Illustration of the way the electronic configuration of metal ions can control the activity of metal oxides for oxygen reduction, varying it by a factor of at least 10,000 times. This can serve as a design principle (symbolized as a “volcano plot”) to screen metal oxide candidates and accelerate the development of efficient fuel cells, metal-air batteries and other energy storage technologies. 
Credit: Jin Suntivich, Eva Mutoro and Yang Shao-Horn; MIT News.

Today’s online MIT News reports on work being done by associate professor Yang Shao-Horn on a simple way to identify materials capable of being effective catalysts for oxygen reduction, which is the key electrochemical reaction in solid oxide fuel cells and in metal–air batteries. This new work could change the costly trial-and-error approach to catalyst development.

Palladium and platinum are known to have good catalytic properties, however, like all noble metals, they are pricey and scarce. If alternative and renewable energy technologies are going to become affordable, commodity-scale contributors to the energy portfolio, the materials used will need to be commodities, too.

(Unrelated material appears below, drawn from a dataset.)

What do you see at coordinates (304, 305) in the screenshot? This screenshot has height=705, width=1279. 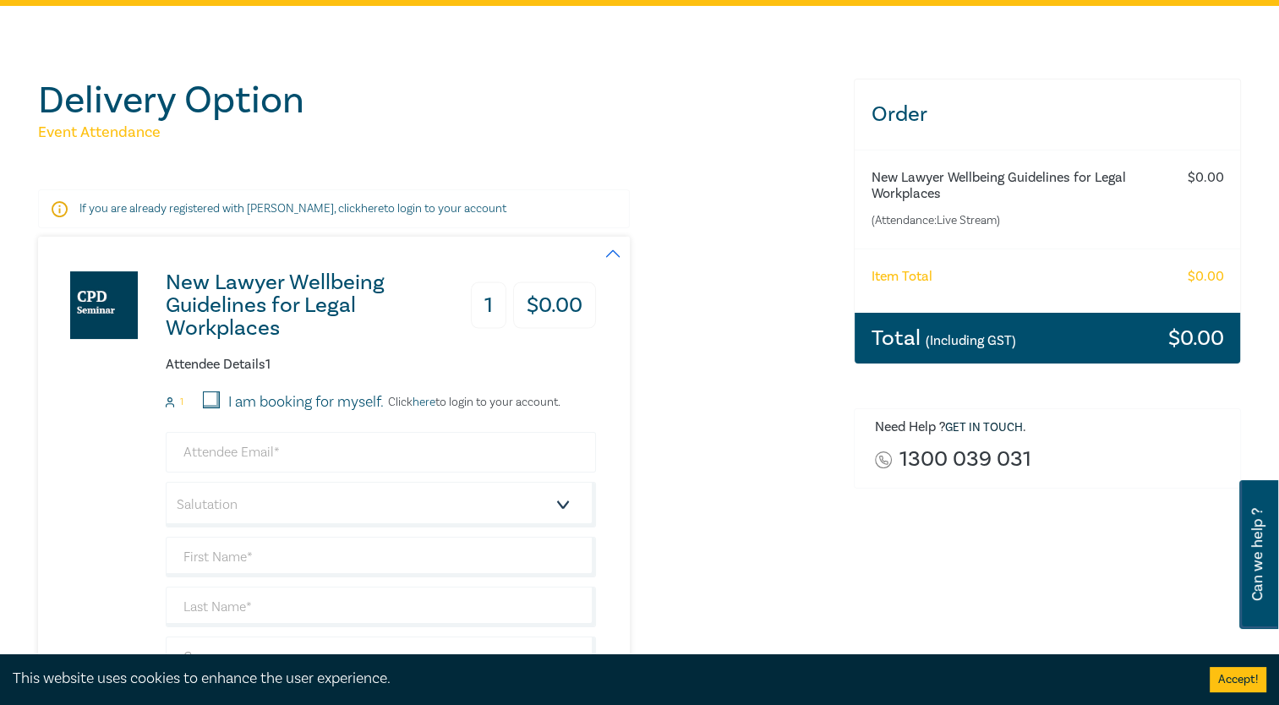 I see `h3: New Lawyer Wellbeing Guidelines for Legal Workplaces` at bounding box center [304, 305].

Shao-Horn’s work builds on earlier (and ongoing) work by Jens Nørskov to understand the relationship between the electronic structure of the catalyst material and its efficacy as a catalyst. A good catalyst must bond with oxygen just enough – neither too much nor too little. Nørskov’s team was able to correlate the average energy of a catalyst’s outermost electron to the binding energy of oxygen to metal surfaces. That is, by looking only at the distribution of electrons in the orbitals that bond metal to oxygen, it is possible to predict which metal-oxide systems are likely to be effective catalysts.

Shao-Horn says in the story, the Nørskov work provides “…a theoretical framework and experimental evidence that explains why” some catalysts work better than others. Shao-Horn’s work, published June 13 in Nature Chemistry, evaluates perovskite oxide catalysts with transition metal B-site ions. (See “Design principles for oxygen-reduction activity on perovskite oxide catalysts for fuel cells and metal-air batteries,” doi:10.1038/nchem.1069)

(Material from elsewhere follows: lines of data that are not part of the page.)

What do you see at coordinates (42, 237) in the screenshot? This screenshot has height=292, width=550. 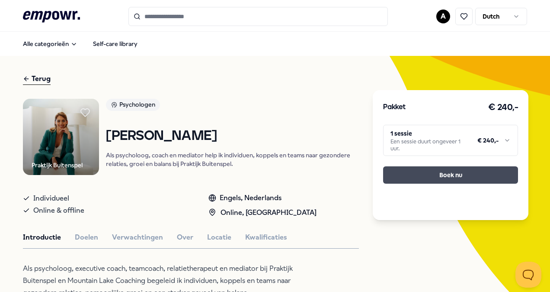 I see `button: Introductie` at bounding box center [42, 237]. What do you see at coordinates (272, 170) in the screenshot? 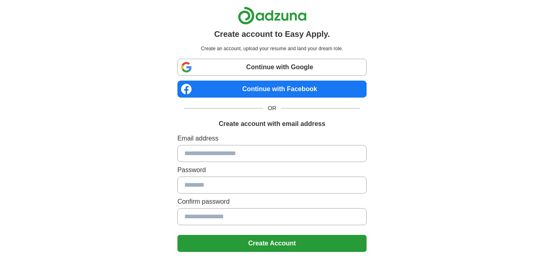
I see `label: Password` at bounding box center [272, 170].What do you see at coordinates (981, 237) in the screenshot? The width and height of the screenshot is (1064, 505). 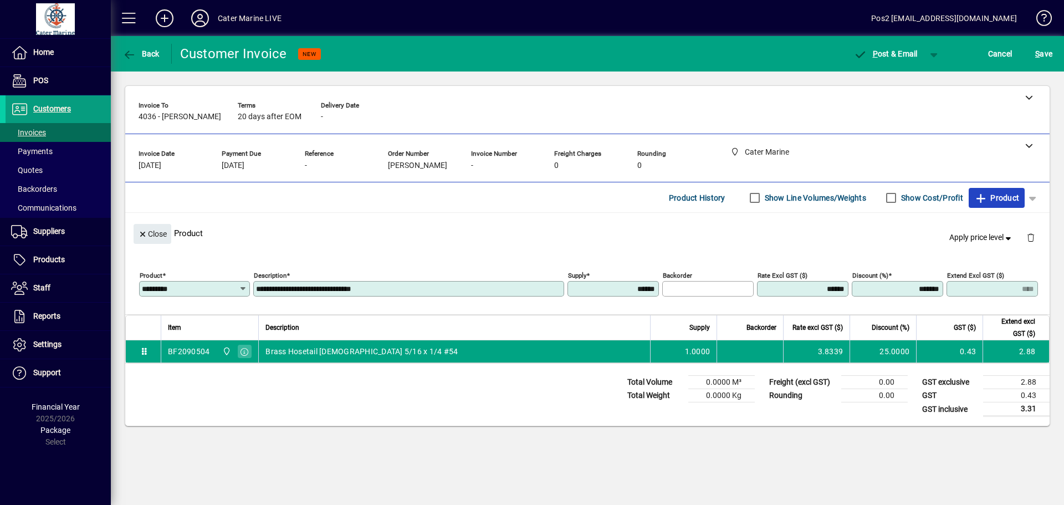 I see `span: Apply price level` at bounding box center [981, 237].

In the paper, Shao-Horn’s team propose a mechanism for the oxygen reduction reaction, where hydroxide ions are displaced by peroxide ions, followed by the formation of a surface oxide, and finally, regeneration of surface hydroxide. The study was able to show that the bonding orbital (here the sigma-star orbital) and the strength of the transition metal-oxygen covalent bond influence competition between the steps in the ORR. Transition metals investigated in the study include Cr, Mn, Fe, Co, Ni and mixed compounds.

Comparing the electronic configuration of the B-site transition metal ions and their catalytic activity yields a volcano-shaped plot with a sharp peak of high performance and steeply sloped sides signifying poor catalytic performance. The range of performance between the “base” of the volcano-plot and the peak can be a factor of at least 10,000.

This work falls more or less into the category of integrated computational materials design, whereby materials development is accelerated by understanding how structure defines properties, and through processing, the design of formulations and applications. Research advances like this one will be critical to addressing the materials problems in this century’s Energy Race.